I have a manager who has shared his mail and calendar to his assistant and they are having an issue. The problem is that when the assistant reads his e-mail, the read marks are not updated on his client and this is causing them confusion as to whether an e-mail has been responded to. I have tried to find an answer on this in this forum, and a few years ago the response from others is that these marks were user specific and nothing could be done. Is this still the case today, or is there finally a solution to this problem in version 7?

Thanks in advance

Subject: Read/Unread Marks in Shared Mail File

Unread marks are id specific, and I imagine always will be, so I wouldn’t be waiting around for this to change and solve your user’s confusion.

There are various other methods that could be used to minimise confusion - it might not be as simple as the’d like, but may at least minimise them tripping over each other’s work.

Off the top of my head these are some solutions you could offer them:

If messages are filed when they’re dealt with they won’t sit in the Inbox anymore.

The Replied to flag should be viewable to both parties when a message has been replied to. They can use Reply even when they really want to Forward, but just overwriting the To field after hitting reply.
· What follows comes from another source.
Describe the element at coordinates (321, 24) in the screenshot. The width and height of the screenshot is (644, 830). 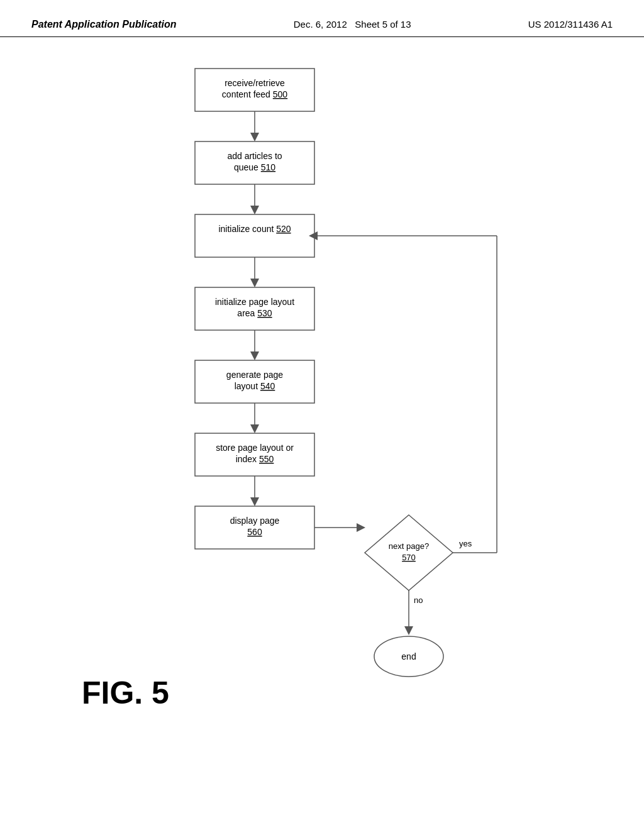
I see `publication-date: Dec. 6, 2012` at that location.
The simple Follow Up flag agents can be used by the Manager, (and the agent unhidden from the assistant), and used to signal progress has been made.

For some shared mail boxes I have given my users simple agents under the actions menu, so that they can “Mark” messages with “their” picture to show they are deailing with them. eg. @SetField(“_ViewIcon2” ; 163) marks the email with a picture of a spy.

Hope one of these will be acceptable as a workaround for your people.

Cheers

Kirsty

Subject: Read/Unread Marks in Shared Mail File

It’s not a problem, as such – it’s working as designed. For instance, I read this forum using the Notes client and don’t particularly care whether or not someone else has read a given document, since it has no bearing on whether or not the problem or solution described is of interest to me. I may miss a lot if documents were marked as read whenever any user touched them (particularly as the original poster is one of those users).

That being said, the mere fact that a document has been read by someone is a less than useful indication of the document’s status. An assistant may read an email, realize that it requires action that requires more authority than the assistant actually possesses and mean to do somethng about it. Relying on unread marks alone, the fact that the document has been read makes it look for all the world like the item has already been actioned. Much more useful would be some indication that the document has been actioned in some way – that it has been replied to, filed, or marked for follow-up. All of these actions are available to end-users in the standard mail template.